We present the results of no-segmentation with a non-proximity-based language model as a baseline. According to the candidate document retrieval experiments, the segmentation technique increased F2 measure about 0.11 (21% improvement) over the baseline. Accompanying the segmentation technique with the positional language model increased F2 measure about 0.13 (25% improvement) over the baseline. These results are further compared with CL-CNG (Mcnamee & Mayfield, 2004) and a combination of translation and monolingual analysis. The proposed approach with text segmentation and using proximity-based retrieval outperforms these approaches with respect to F2.

The rest of the paper is organized as follows: Section 2 outlines related work in cross-language plagiarism detection. Section 3 describes the candidate document retrieval process in which the text segmentation approach, representative word extraction, and retrieval model are explained. Finally the experimental framework and results are discussed in Section 4, and our conclusion and future work are reported in Section 5.

Section snippets

Related work

Plagiarism detection methods can be classified into two approaches, intrinsic and external (Potthast et al., 2012). Intrinsic detection methods are those that use style analysis to detect parts of the text that are inconsistent in terms of writing style (Meyer zu Eißen, Stein, 2006, Oberreuter, Velásquez, 2013). The aim of external plagiarism detection methods is not only finding the suspicious text, but also finding the source for the plagiarized text. In monolingual plagiarism detection,

Proximity-based candidate document retrieval

The problem of candidate retrieval is defined as follows: given a suspicious document s′ and a set of potential source documents D, retrieve those source documents sD that likely contain source texts of some fragments of the suspicious document sfs.

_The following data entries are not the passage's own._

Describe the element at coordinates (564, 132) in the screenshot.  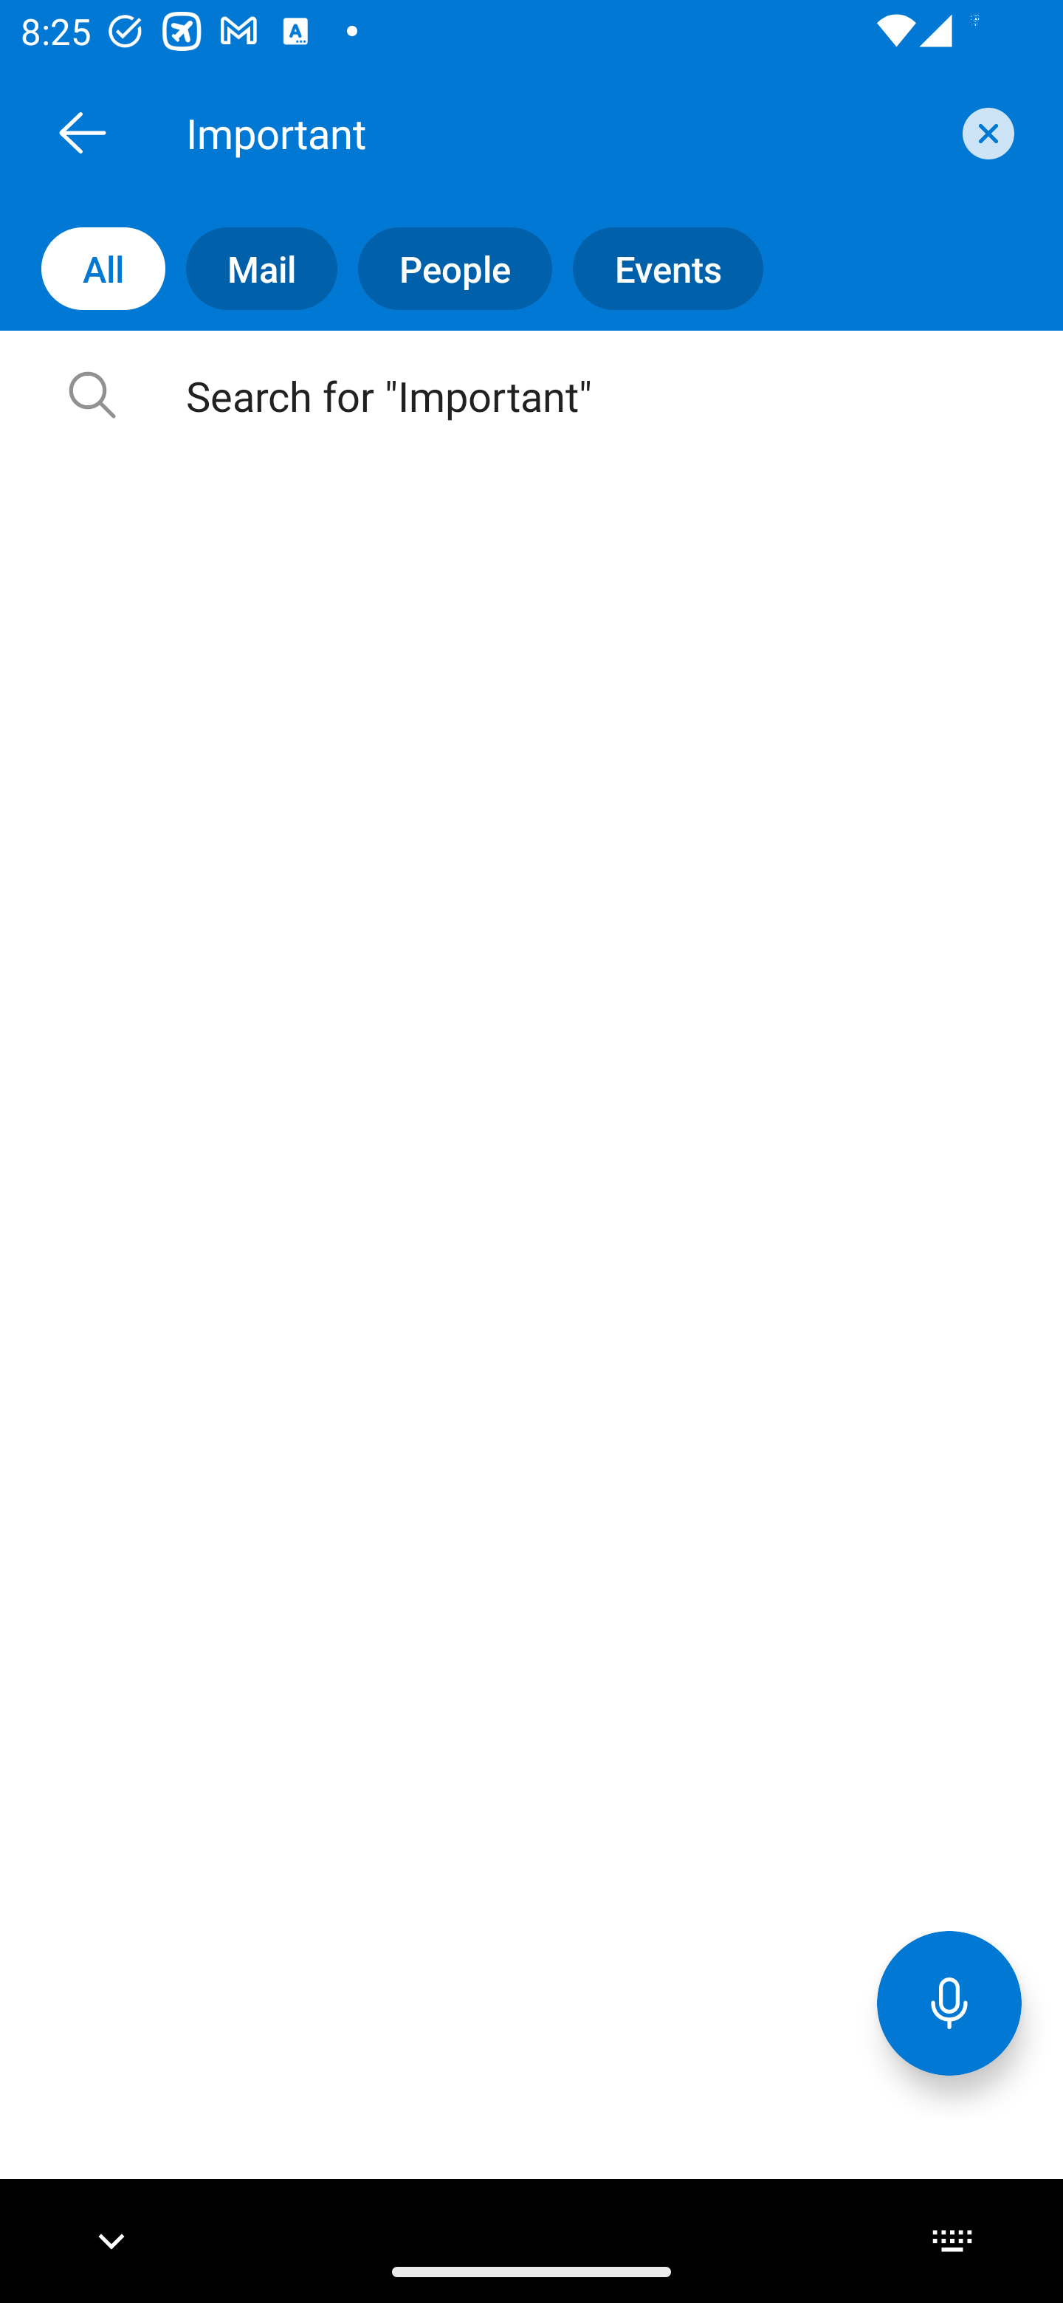
I see `Important` at that location.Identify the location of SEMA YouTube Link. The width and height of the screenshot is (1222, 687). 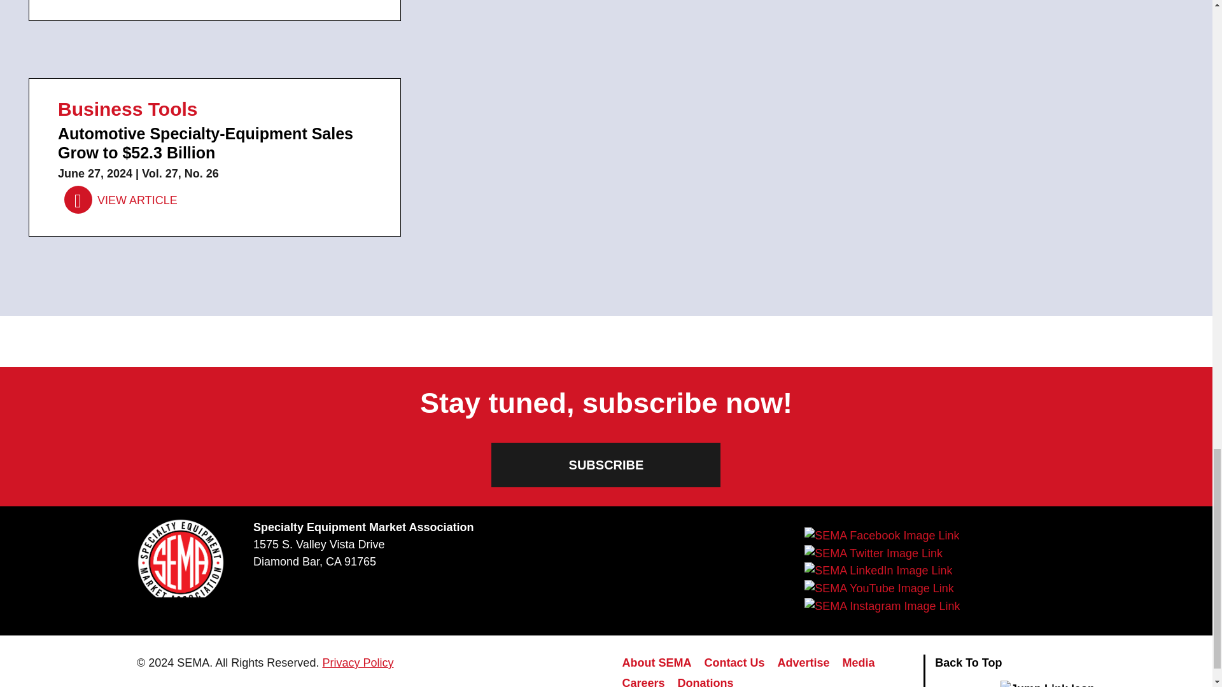
(878, 588).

Our proposed process of cross-language candidate retrieval is depicted in Fig. 1. Since source documents may be in different languages, the process on source documents starts with language detection. Language detection process uses the

Experimental framework

The aim of this section is to analyse and discuss the proposed approaches in text segmentation and plagiarism candidate retrieval. For this reason, we performed two sets of experiments. The first set of experiments evaluate the performance of the text segmentation algorithm (reported in Section 4.1) and the second set of experiments evaluate the performance of the cross-lingual plagiarism candidate retrieval (reported in Section 4.2).

Conclusion and future work

This paper proposes a candidate document retrieval technique for retrieving potential source documents as the first step of plagiarism detection across languages. The proposed approach is based on word proximity to retrieve the potential sources for each suspicious document. This is an important factor in plagiarism detection. We deal with proximity in two steps. First, since plagiarism usually happens in parts of the text, there is a requirement to segment the texts into fragments to detect

Acknowledgement

This research was in part supported by a grant from the Institute for Research in Fundamental Sciences (No. CS1393-4-43). We would like to acknowledge the assistance and information provided by Mr. Mohammad-Hossein Motallebi.

We also gratefully acknowledge the editor and anonymous reviewers of our paper for the invaluable and constructive comments that help improving our manuscript.